Jean Michel Basquiat Announcement T-shirt
Jean Michel Basquiat Announcement T-shirt
In an ongoing museum merch capsule, Mary Boone’s gallery announcement of Jean Michel Basquiat’s 1984 show of painting at 417 W Broadway (three blocks north of the F.E. Castleberry shop) is reproduced here on a graphic nine ounce tee.
Only a limited number of 20 were made.
Crewneck
Washed off-white 9 oz. cotton jersey
Jean Michel Basquiat show announcement print
Made in Canada
Fabric: 100% cotton
Unisex
Keith Haring was an American artist and social activist known for his illustrative depictions of figures and symbols. His white chalk drawings could often been found on the blank poster marquees in New York’s public spaces and subways. “I don't think art is propaganda,” he once stated. “It should be something that liberates the soul, provokes the imagination and encourages people to go further. It celebrates humanity instead of manipulating it.”
He moved to New York in the late 1970s to attend the School of Visual Arts, immersed himself in the city’s graffiti culture, and was then seredipitously discovered by Tony Shafrazi after being hired to paint Shafrazi's gallery walls in 1980. By the mid-1980s, he had befriended fellow artists Andy Warhol, Kenny Scharf, and Jean-Michel Basquiat, and collaborated with celebrities like the singer Grace Jones.
Throughout his career, Haring made his art widely available through the location of his murals, as well as through the Pop Shop—Haring's own storefront which he used to sell his memorabilia. The artist’s mural Crack is Wack (1986), can still be seen today on a retaining wall along FDR Drive in Manhattan. Haring’s works can be found in the collections of The Museum of Modern Art in New York, the Los Angeles County Museum of Art, the Art Institute of Chicago, and the Smithsonian American Art Museum in Washington, D.C.
Tony Shafrazi is an influential art dealer, curator, and artist. He was born in Iran and raised in New York City, where he became a prominent figure in the art world in the 1970s and 1980s.
Shafrazi began his career as an artist, and was associated with the post-war American avant-garde scene. He later became a dealer, opening his first gallery in Soho in 1979. He quickly gained a reputation for his eye for emerging talent, and his gallery became known for showing the work of artists such as Jean-Michel Basquiat, Jeff Koons, and Keith Haring. It was Shafrazi's relatiopnship with Haring that would prove to be one of the most profound and prolific of his career.
In addition to his work as a dealer and curator, Shafrazi is also a collector and patron of the arts. He is a generous donor to museums and cultural institutions, and established the Tony Shafrazi Gallery Endowment Fund at the Guggenheim Museum in New York.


Please retype all of the entries that follow, leaving the images out.

START RECORDS PROVIDED

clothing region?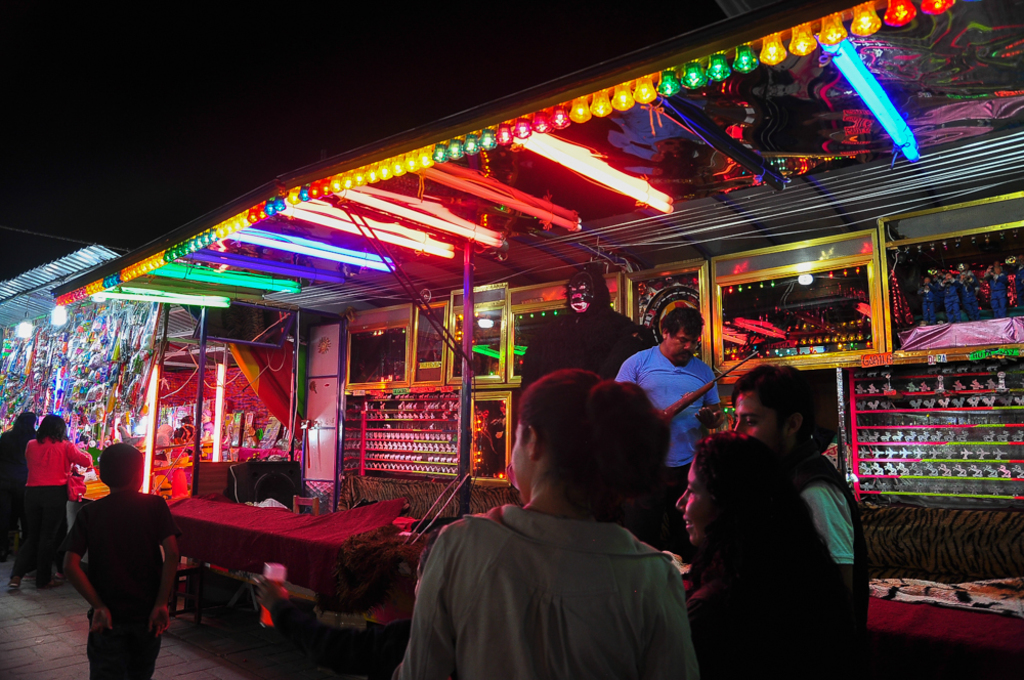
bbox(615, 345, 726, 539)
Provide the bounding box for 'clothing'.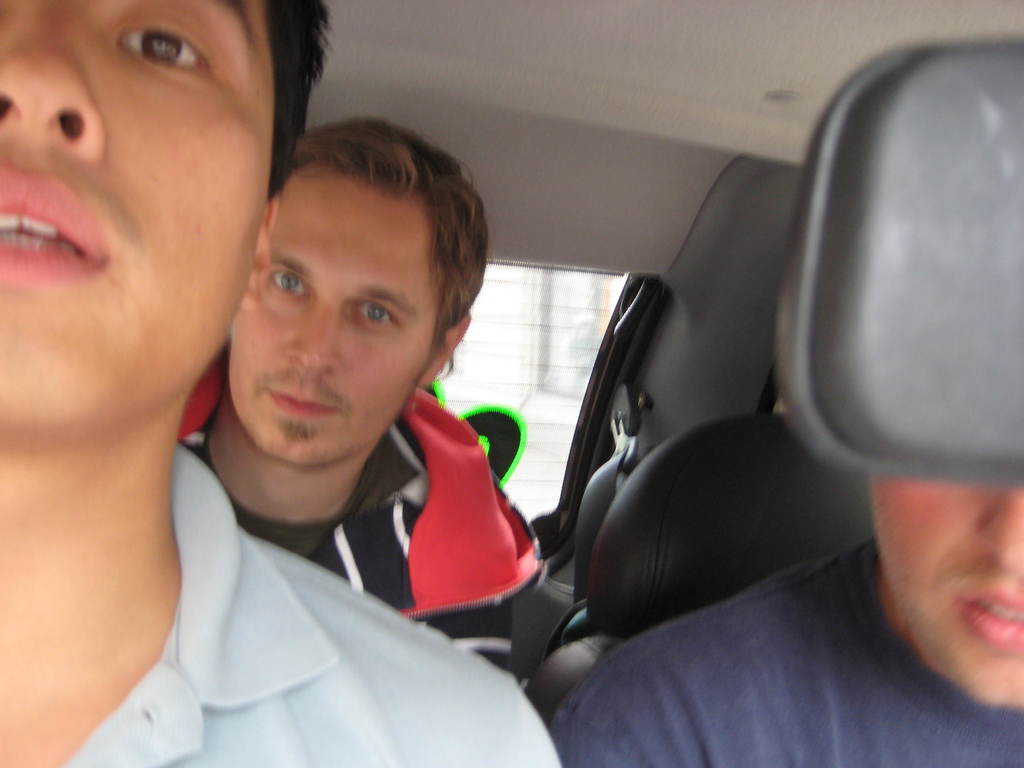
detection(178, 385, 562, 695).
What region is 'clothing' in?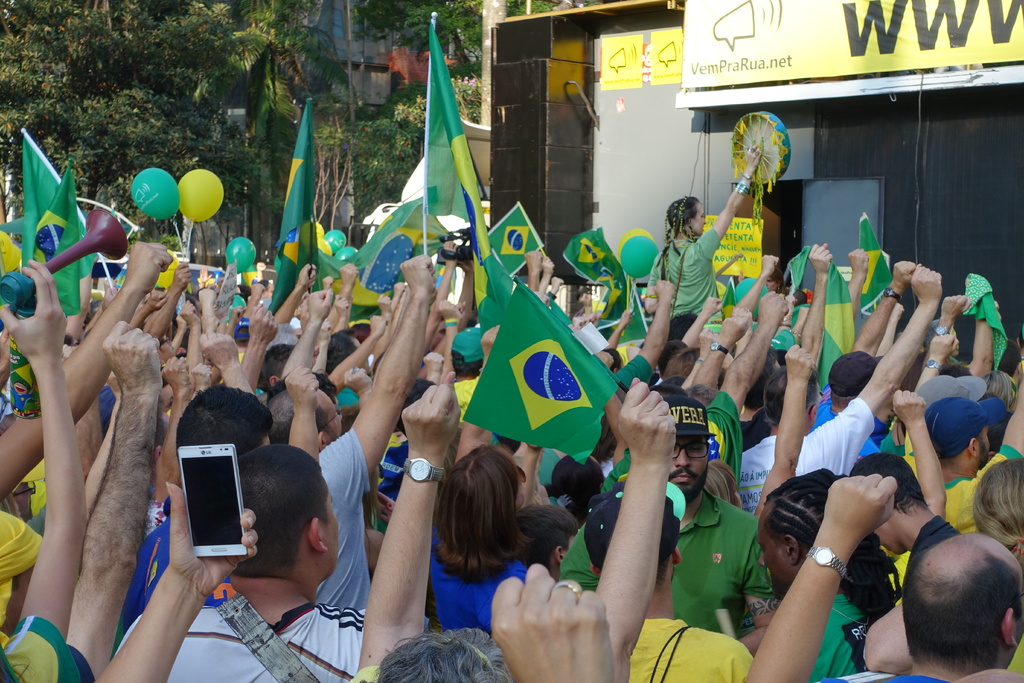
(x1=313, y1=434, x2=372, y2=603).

END RECORDS PROVIDED

(OUTPUT OF THE TASK)
clothing region?
bbox(615, 345, 726, 539)
Provide the bounding box for 'clothing'.
detection(178, 385, 562, 695).
What region is 'clothing' in?
(x1=313, y1=434, x2=372, y2=603).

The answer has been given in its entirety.